**Data extracts**

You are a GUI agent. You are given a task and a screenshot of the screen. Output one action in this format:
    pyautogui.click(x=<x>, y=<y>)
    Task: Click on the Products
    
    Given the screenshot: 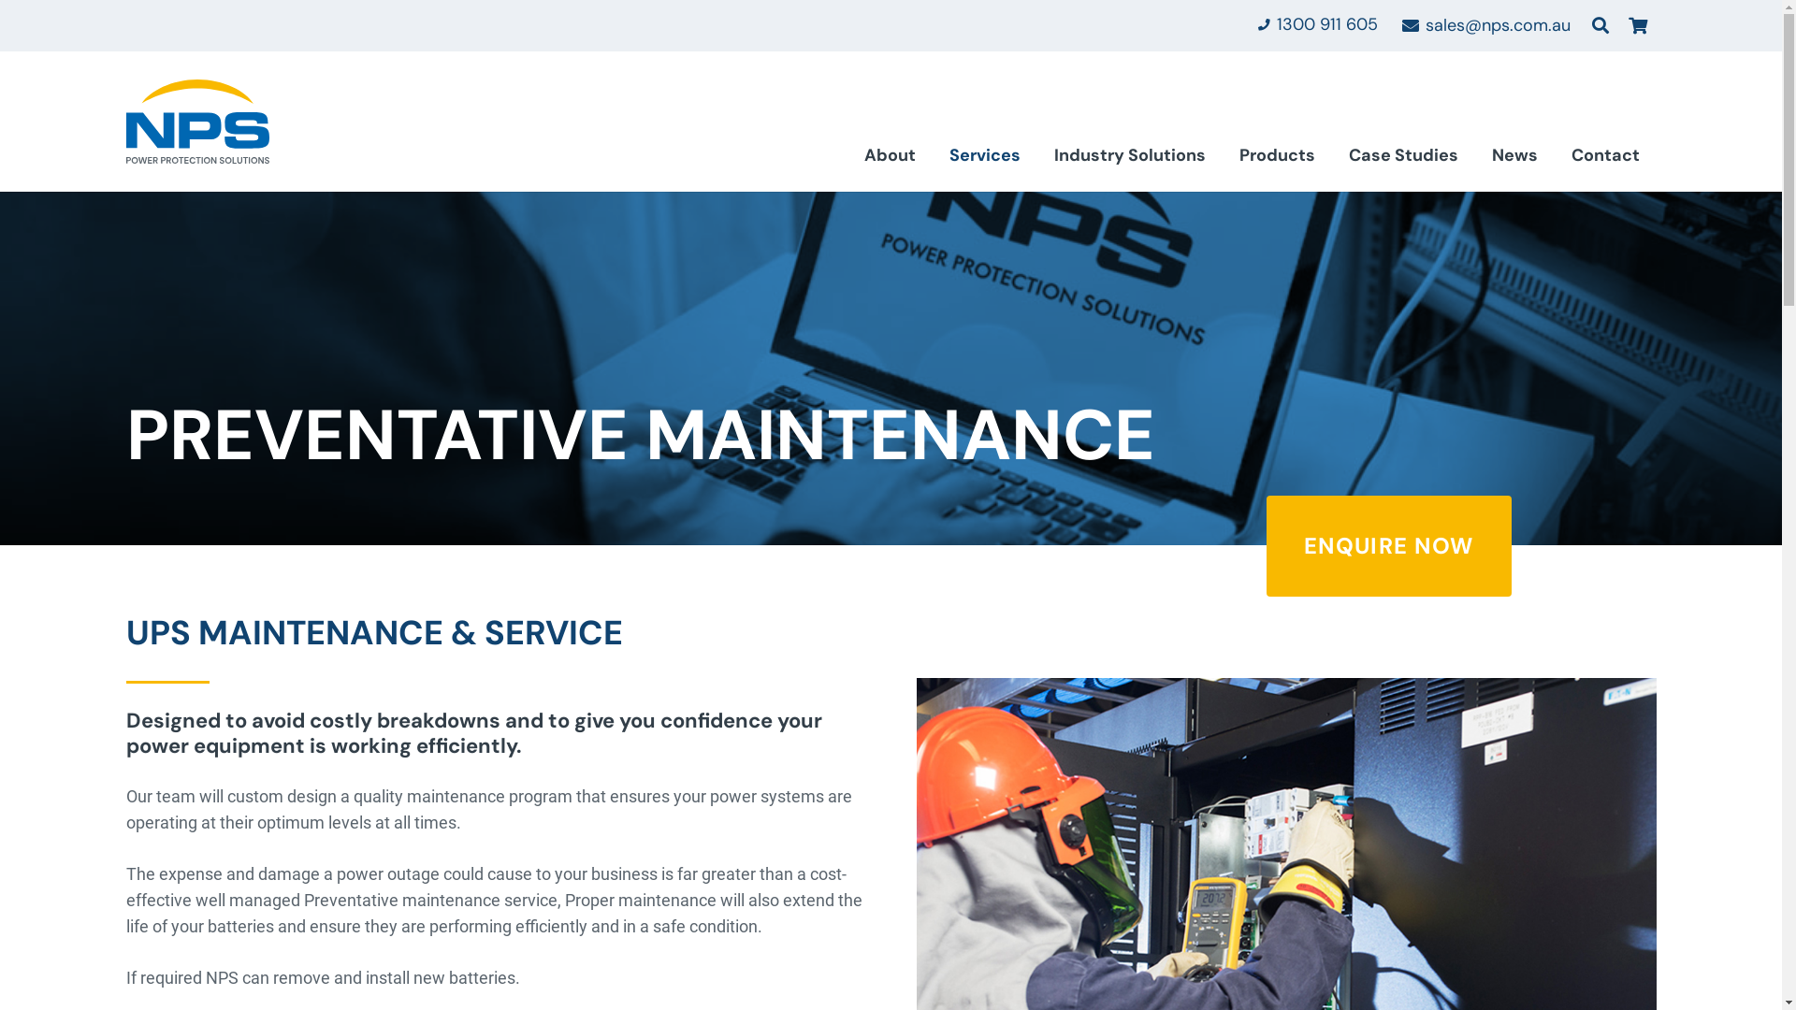 What is the action you would take?
    pyautogui.click(x=1276, y=161)
    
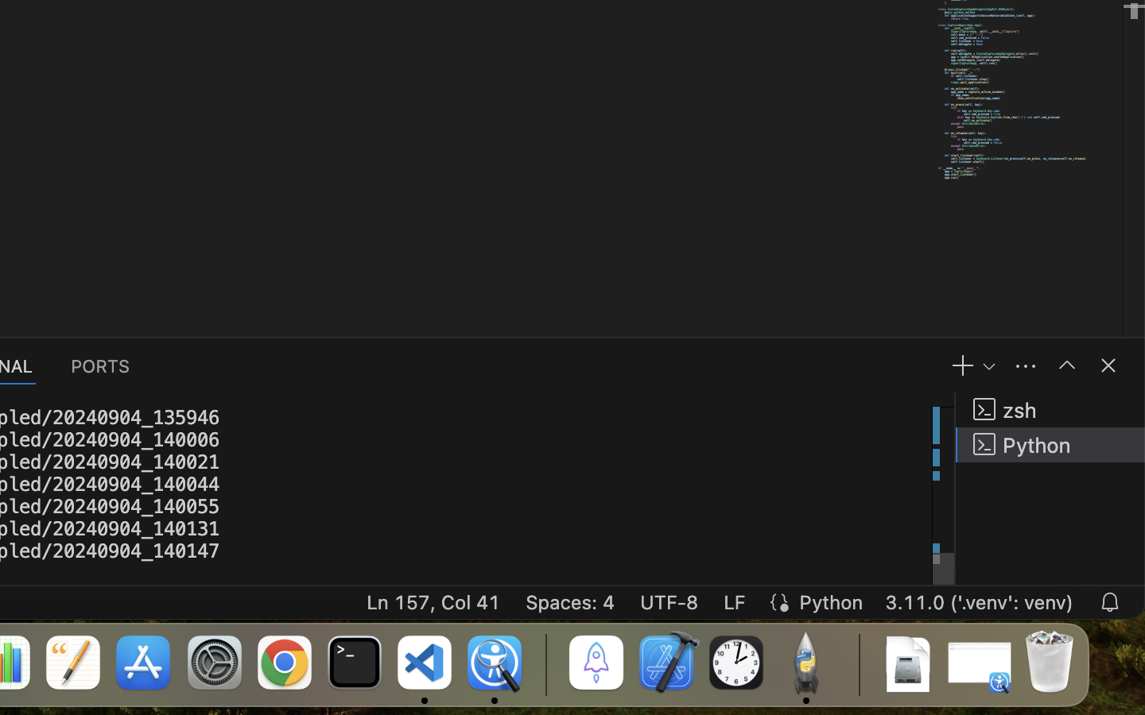 The height and width of the screenshot is (715, 1145). What do you see at coordinates (1067, 366) in the screenshot?
I see `` at bounding box center [1067, 366].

**What needs to be done**
Starting at the top of the data above, repeat every line exactly until the line containing "Task: Click on the Products" has been given, then stop.

**Solved exercise**
You are a GUI agent. You are given a task and a screenshot of the screen. Output one action in this format:
    pyautogui.click(x=<x>, y=<y>)
    Task: Click on the Products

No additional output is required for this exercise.